ROSTOV-ON-DON, Russia – A small group of suspected Islamic militants were barricaded inside an apartment house in southern Russia Saturday in a standoff with hundreds of security forces who evacuated neighboring buildings and cut off gas supplies.
The suspects were holed up inside a second floor apartment in Nalchik, the capital of the Kabardino-Balkariya region, in the latest in a series of confrontations between law enforcement authorities and extremists in the volatile North Caucasus region, which includes Chechnya.
Last month, security forces killed seven alleged Islamic extremists in the same city in a two-day battle with members of the Yarmuk group, a radical Islamic group affiliated with Chechen warlord Shamil Basayev.
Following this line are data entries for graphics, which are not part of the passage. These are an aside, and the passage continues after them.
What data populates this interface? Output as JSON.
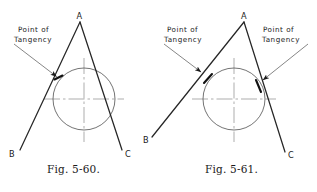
{
  "page": {
    "background": "#ffffff",
    "ink": "#1a1a1a",
    "line_color": "#2b2b2b",
    "thin_color": "#6e6e6e",
    "width": 317,
    "height": 192
  },
  "figures": [
    {
      "id": "fig-5-60",
      "caption": "Fig. 5-60.",
      "vertex_labels": {
        "apex": "A",
        "left": "B",
        "right": "C"
      },
      "annotations": [
        {
          "line1": "Point of",
          "line2": "Tangency"
        }
      ],
      "geometry": {
        "circle": {
          "cx": 84,
          "cy": 99,
          "r": 31
        },
        "apex": {
          "x": 80,
          "y": 22
        },
        "left_end": {
          "x": 20,
          "y": 150
        },
        "right_end": {
          "x": 122,
          "y": 150
        },
        "tangency_points": [
          {
            "x": 58,
            "y": 78
          }
        ]
      }
    },
    {
      "id": "fig-5-61",
      "caption": "Fig. 5-61.",
      "vertex_labels": {
        "apex": "A",
        "left": "B",
        "right": "C"
      },
      "annotations": [
        {
          "line1": "Point of",
          "line2": "Tangency"
        },
        {
          "line1": "Point of",
          "line2": "Tangency"
        }
      ],
      "geometry": {
        "circle": {
          "cx": 234,
          "cy": 99,
          "r": 31
        },
        "apex": {
          "x": 244,
          "y": 22
        },
        "left_end": {
          "x": 152,
          "y": 137
        },
        "right_end": {
          "x": 285,
          "y": 152
        },
        "tangency_points": [
          {
            "x": 208,
            "y": 76
          },
          {
            "x": 259,
            "y": 85
          }
        ]
      }
    }
  ],
  "labels": {
    "point_of": "Point of",
    "tangency": "Tangency",
    "A": "A",
    "B": "B",
    "C": "C"
  }
}
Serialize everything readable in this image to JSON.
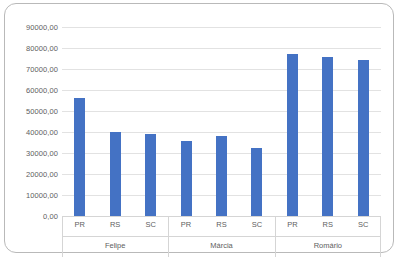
{
  "chart_data": {
    "type": "bar",
    "title": "",
    "subtitle": "",
    "xlabel": "",
    "ylabel": "",
    "grid": true,
    "legend": false,
    "legend_position": "none",
    "ylim": [
      0,
      90000
    ],
    "y_tick_labels": [
      "90000,00",
      "80000,00",
      "70000,00",
      "60000,00",
      "50000,00",
      "40000,00",
      "30000,00",
      "20000,00",
      "10000,00",
      "0,00"
    ],
    "y_tick_values": [
      90000,
      80000,
      70000,
      60000,
      50000,
      40000,
      30000,
      20000,
      10000,
      0
    ],
    "groups": [
      {
        "label": "Felipe",
        "categories": [
          "PR",
          "RS",
          "SC"
        ],
        "values": [
          56000,
          40200,
          39200
        ]
      },
      {
        "label": "Márcia",
        "categories": [
          "PR",
          "RS",
          "SC"
        ],
        "values": [
          35800,
          38200,
          32200
        ]
      },
      {
        "label": "Romário",
        "categories": [
          "PR",
          "RS",
          "SC"
        ],
        "values": [
          77000,
          75500,
          74500
        ]
      }
    ],
    "categories": [
      "PR",
      "RS",
      "SC"
    ],
    "bar_color": "#4472C4",
    "gridline_color": "#E2E2E2",
    "axis_text_color": "#5E5E5E",
    "frame_color": "#B9B9B9"
  }
}
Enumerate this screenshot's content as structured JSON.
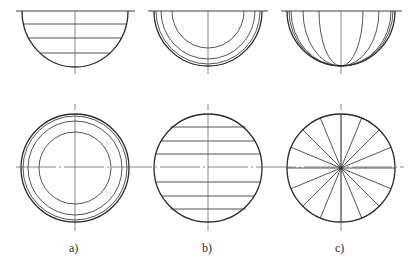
{
  "figure": {
    "panels": [
      {
        "id": "a",
        "label": "a)",
        "description": "Hemisphere with latitude lines (top) and concentric circles (plan view)",
        "center_x": 75,
        "top_view": {
          "type": "horizontal-chords",
          "chord_ys": [
            24,
            38,
            53
          ]
        },
        "bottom_view": {
          "type": "concentric-circles",
          "radii": [
            54,
            52,
            47,
            36
          ]
        }
      },
      {
        "id": "b",
        "label": "b)",
        "description": "Hemisphere with concentric arcs (top) and parallel horizontal chords (plan view)",
        "center_x": 208,
        "top_view": {
          "type": "concentric-arcs",
          "radii": [
            54,
            52,
            47,
            36
          ]
        },
        "bottom_view": {
          "type": "horizontal-chords",
          "offsets": [
            -41,
            -27,
            -14,
            0,
            14,
            27,
            41
          ]
        }
      },
      {
        "id": "c",
        "label": "c)",
        "description": "Hemisphere with meridian lines (top) and radial spokes (plan view)",
        "center_x": 341,
        "top_view": {
          "type": "meridians",
          "x_radii": [
            54,
            50,
            38,
            22,
            0
          ]
        },
        "bottom_view": {
          "type": "radial-spokes",
          "count": 16
        }
      }
    ],
    "colors": {
      "line": "#2a2a2a",
      "centerline": "#555555",
      "background": "#ffffff"
    }
  }
}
The Interior Ministry said the alleged militants in Saturday’s standoff also were members of Yarmuk.
At least three suspects were inside the apartment, according to a duty officer at the southern district office of the Interior Ministry. Earlier, a spokesman for the Nalchik police department, who did not give his name, told Ekho Moskvy radio that 20 militants were inside the five-story building. The discrepancy could not immediately be explained.
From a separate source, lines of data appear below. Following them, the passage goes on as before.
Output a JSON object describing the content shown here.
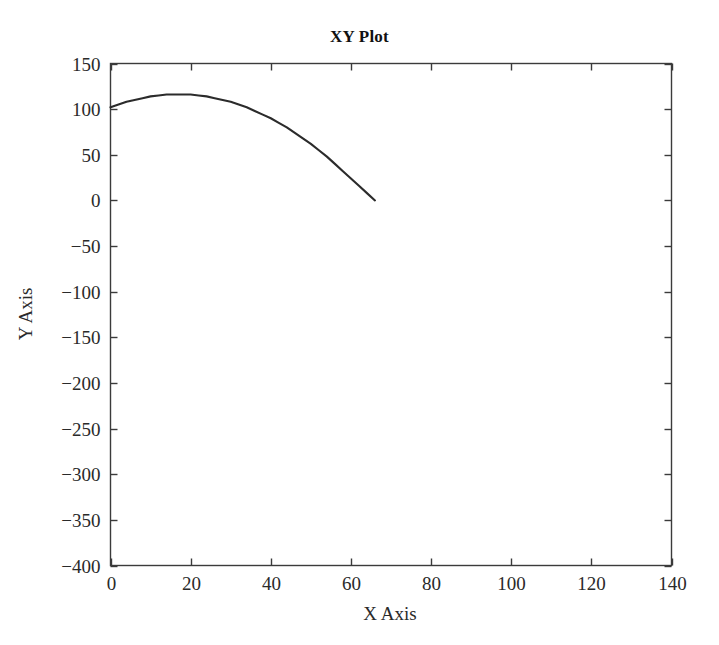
{
  "chart_data": {
    "type": "line",
    "title": "XY Plot",
    "xlabel": "X Axis",
    "ylabel": "Y Axis",
    "xlim": [
      0,
      140
    ],
    "ylim": [
      -400,
      150
    ],
    "xticks": [
      0,
      20,
      40,
      60,
      80,
      100,
      120,
      140
    ],
    "yticks": [
      150,
      100,
      50,
      0,
      -50,
      -100,
      -150,
      -200,
      -250,
      -300,
      -350,
      -400
    ],
    "xtick_labels": [
      "0",
      "20",
      "40",
      "60",
      "80",
      "100",
      "120",
      "140"
    ],
    "ytick_labels": [
      "150",
      "100",
      "50",
      "0",
      "−50",
      "−100",
      "−150",
      "−200",
      "−250",
      "−300",
      "−350",
      "−400"
    ],
    "grid": false,
    "legend": null,
    "background": "#ffffff",
    "series": [
      {
        "name": "trajectory",
        "color": "#2b2b2b",
        "x": [
          0,
          2,
          4,
          6,
          8,
          10,
          12,
          14,
          16,
          18,
          20,
          22,
          24,
          26,
          28,
          30,
          32,
          34,
          36,
          38,
          40,
          42,
          44,
          46,
          48,
          50,
          52,
          54,
          56,
          58,
          60,
          62,
          64,
          66
        ],
        "y": [
          102,
          105,
          108,
          110,
          112,
          114,
          115,
          116,
          116,
          116,
          116,
          115,
          114,
          112,
          110,
          108,
          105,
          102,
          98,
          94,
          90,
          85,
          80,
          74,
          68,
          62,
          55,
          48,
          40,
          32,
          24,
          16,
          8,
          0
        ]
      }
    ]
  }
}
Two armored personnel carriers and more than 300 gun-toting riot police were at the scene, and security forces evacuated residents from surrounding buildings and cut off natural gas flows in the neighborhood.
The Interior Ministry officer said the suspects were believed to be lightly armed and discussions aimed at their surrender were under way. Russia’s NTV television reported, however, that the suspects were refusing to negotiate and the situation had remained unchanged for hours.
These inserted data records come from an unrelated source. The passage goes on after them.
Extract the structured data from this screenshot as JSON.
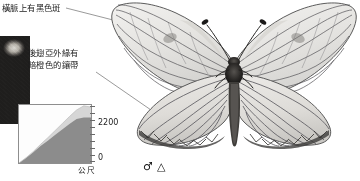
{
  "figure": {
    "type": "butterfly-specimen-plate",
    "background": "#ffffff"
  },
  "annotations": [
    {
      "id": "vein-spot",
      "text": "橫脈上有黑色斑",
      "meaning_en": "black spot on the discal cross-vein"
    },
    {
      "id": "orange-band",
      "line1": "後翅亞外緣有",
      "line2": "暗橙色的鑲帶",
      "meaning_en": "dark orange band on hindwing submargin"
    }
  ],
  "chart_data": {
    "type": "area",
    "title": "",
    "xlabel": "",
    "ylabel": "公尺",
    "unit_label": "公尺",
    "ylim": [
      0,
      2800
    ],
    "yticks": [
      0,
      2200
    ],
    "ytick_labels": [
      "0",
      "2200"
    ],
    "grid": false,
    "legend": "none",
    "x": [
      0,
      10,
      20,
      30,
      40,
      50,
      60,
      70,
      80,
      90,
      100
    ],
    "series": [
      {
        "name": "分布高度",
        "values": [
          0,
          240,
          520,
          820,
          1080,
          1350,
          1620,
          1880,
          2120,
          2200,
          2200
        ],
        "fill": "#8c8c8c"
      },
      {
        "name": "分布高度上限",
        "values": [
          0,
          260,
          560,
          900,
          1220,
          1560,
          1900,
          2240,
          2560,
          2760,
          2700
        ],
        "fill": "#d6d6d6"
      }
    ]
  },
  "symbols": {
    "sex": "♂",
    "shape": "△",
    "combined": "♂ △"
  },
  "photo_strip": {
    "caption": "",
    "description": "dark habitat photograph crop"
  },
  "colors": {
    "ink": "#1c1c1c",
    "leader_line": "#6f6f6f",
    "chart_border": "#8e8e8e",
    "chart_fill_dark": "#8c8c8c",
    "chart_fill_light": "#d6d6d6",
    "wing_pale": "#e9e8e5",
    "vein_dark": "#3a3a3a"
  }
}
In a separate operation in Nalchik, some 870 miles south of Moscow, three people were detained in a private house and police confiscated one gun, four grenades and Islamic literature produced by the conservative Wahhabi sect, according to the Interior Ministry duty officer. The detainees, including two women, were seized without any violence, the officer said. One woman was a Chechen and the other two suspects were from Karachaevo-Cherkessiya, another troubled region in southern Russia.
The Yarmuk group was blamed in a December 2004 attack on an office belonging to the Federal Drug Control in Nalchik, when raiders killed four of the agency’s employees, looted its arsenal and set the office ablaze.
Russia’s southern provinces have been plagued by a spillover of violence from Chechnya, including the September school hostage-taking in the city of Beslan in which some 330 people were killed.